For large κ\kappa, use

logIν(κ)=κ+logIνsc(κ)\log I_\nu(\kappa) = \kappa+\log I_\nu^{\mathrm{sc}}(\kappa)

to obtain the stable expression

logCp(κ)=νlogκp2log(2π)κlogIνsc(κ).\log C_p(\kappa) = \nu\log\kappa -\frac{p}{2}\log(2\pi) -\kappa -\log I_\nu^{\mathrm{sc}}(\kappa).

At very small κ\kappa, the terms νlogκ\nu\log\kappa and logIν(κ)\log I_\nu(\kappa) both become problematic even though their difference has a finite limit. In that regime, use

logCp(0)=logΓ(p/2)log2p2logπ,\log C_p(0) = \log\Gamma(p/2)-\log 2-\frac{p}{2}\log\pi,

or a small-κ\kappa expansion around it. The two regimes address different numerical failures: the small-κ\kappa formula avoids cancellation and undefined logarithms, while the scaled Bessel function prevents overflow at large κ\kappa.

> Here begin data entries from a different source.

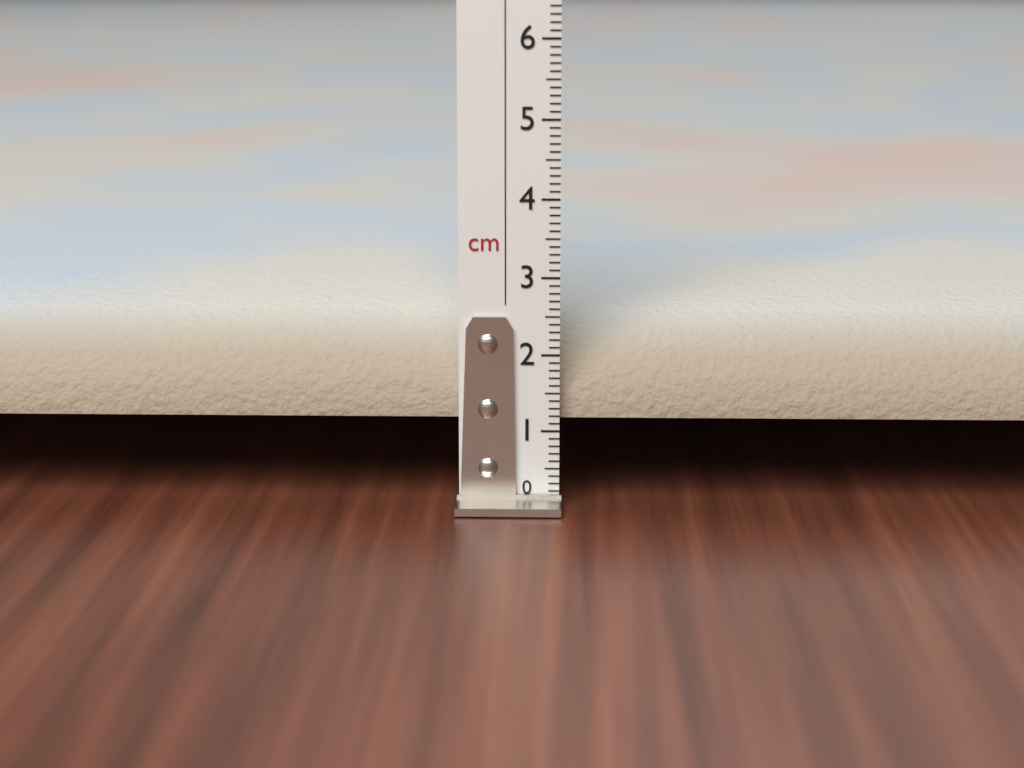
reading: 2.8 cm
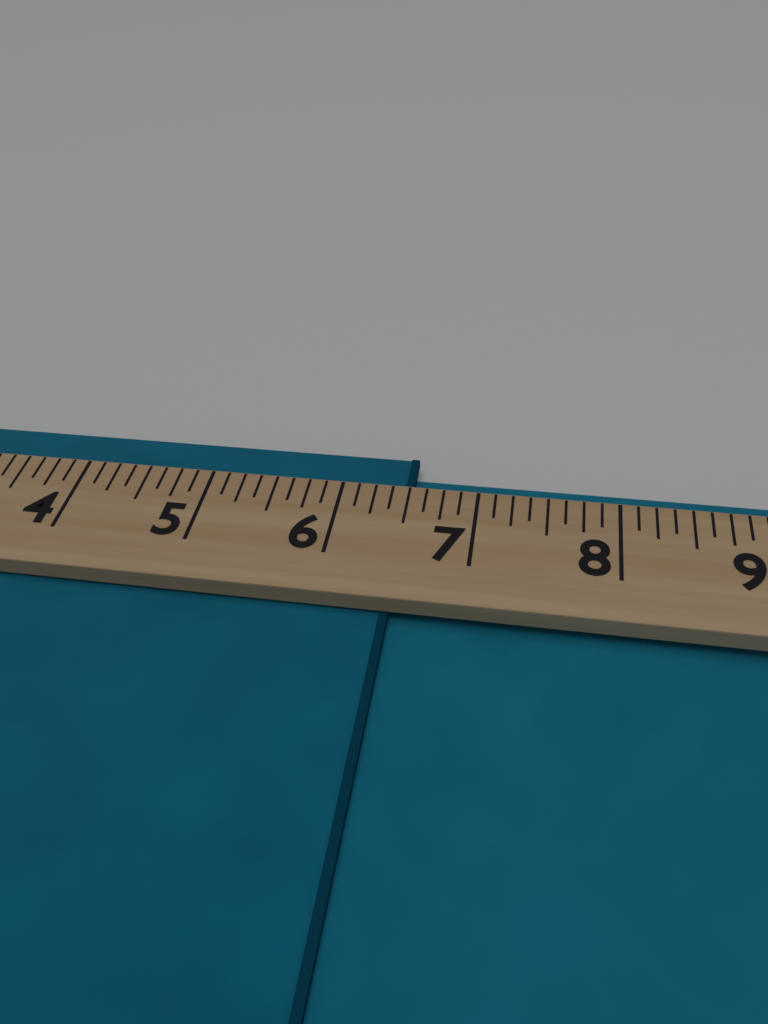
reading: 6.500 (no unit)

4. Deriving the Normalization Constant

It remains to show why the stated Cp(κ)C_p(\kappa) is correct. Define the unnormalized integral

Zp(κ)=Sp1exp ⁣(κμx)dσ(x).Z_p(\kappa) = \int_{\mathbb{S}^{p-1}} \exp\!\left(\kappa\boldsymbol{\mu}^{\top}\mathbf{x}\right) \,\mathrm{d}\sigma(\mathbf{x}).

Rotational symmetry allows us to align μ\boldsymbol{\mu} with the first coordinate axis. Writing x1=cosθx_1=\cos\theta, the remaining coordinates form a copy of Sp2\mathbb{S}^{p-2}, and the surface element contributes sinp2θ\sin^{p-2}\theta. Hence

Zp(κ)=Sp20πeκcosθsinp2θdθ,Z_p(\kappa) = S_{p-2} \int_0^\pi e^{\kappa\cos\theta} \sin^{p-2}\theta \,\mathrm{d}\theta,

where

Sp2=2π(p1)/2Γ((p1)/2).S_{p-2} = \frac{2\pi^{(p-1)/2}} {\Gamma((p-1)/2)}.

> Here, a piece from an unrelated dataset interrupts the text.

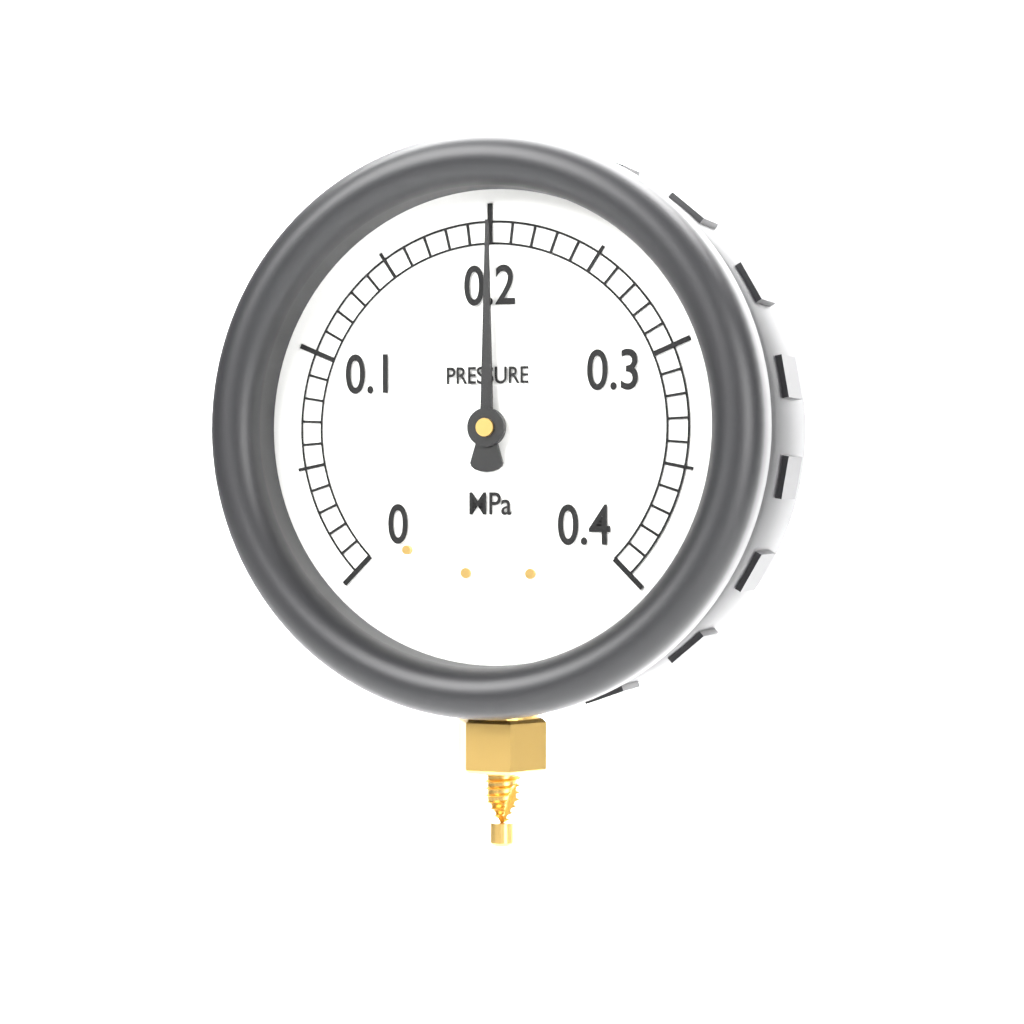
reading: 0.20 MPa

The modified Bessel function has the integral representation

Iν(z)=(z/2)νπΓ(ν+1/2)0πezcosθsin2νθdθ.I_\nu(z) = \frac{(z/2)^\nu} {\sqrt{\pi}\,\Gamma(\nu+1/2)} \int_0^\pi e^{z\cos\theta} \sin^{2\nu}\theta \,\mathrm{d}\theta.

Set ν=p/21\nu=p/2-1, so that 2ν=p22\nu=p-2. Rearranging the integral representation and substituting the sphere area gives

Zp(κ)=Sp2πΓ ⁣(p12)(2κ)p/21Ip/21(κ)=(2π)p/2κ1p/2Ip/21(κ).\begin{aligned} Z_p(\kappa) &= S_{p-2}\sqrt{\pi}\, \Gamma\!\left(\frac{p-1}{2}\right) \left(\frac{2}{\kappa}\right)^{p/2-1} I_{p/2-1}(\kappa)\\ &= (2\pi)^{p/2} \kappa^{1-p/2} I_{p/2-1}(\kappa). \end{aligned}

Therefore

Cp(κ)=Zp(κ)1=κp/21(2π)p/2Ip/21(κ),C_p(\kappa) = Z_p(\kappa)^{-1} = \frac{\kappa^{p/2-1}} {(2\pi)^{p/2}I_{p/2-1}(\kappa)},

which is the required normalization constant.

5. The Main Picture

The vMF distribution is built from a simple geometric score, μx=cosθ\boldsymbol{\mu}^{\top}\mathbf{x}=\cos\theta, and a nontrivial normalization constant. The geometry explains the model: μ\boldsymbol{\mu} chooses a direction and κ\kappa controls angular spread. The Bessel function supplies the exact normalization, its asymptotics recover the uniform and highly concentrated limits, and its scaled form makes the density practical to evaluate numerically.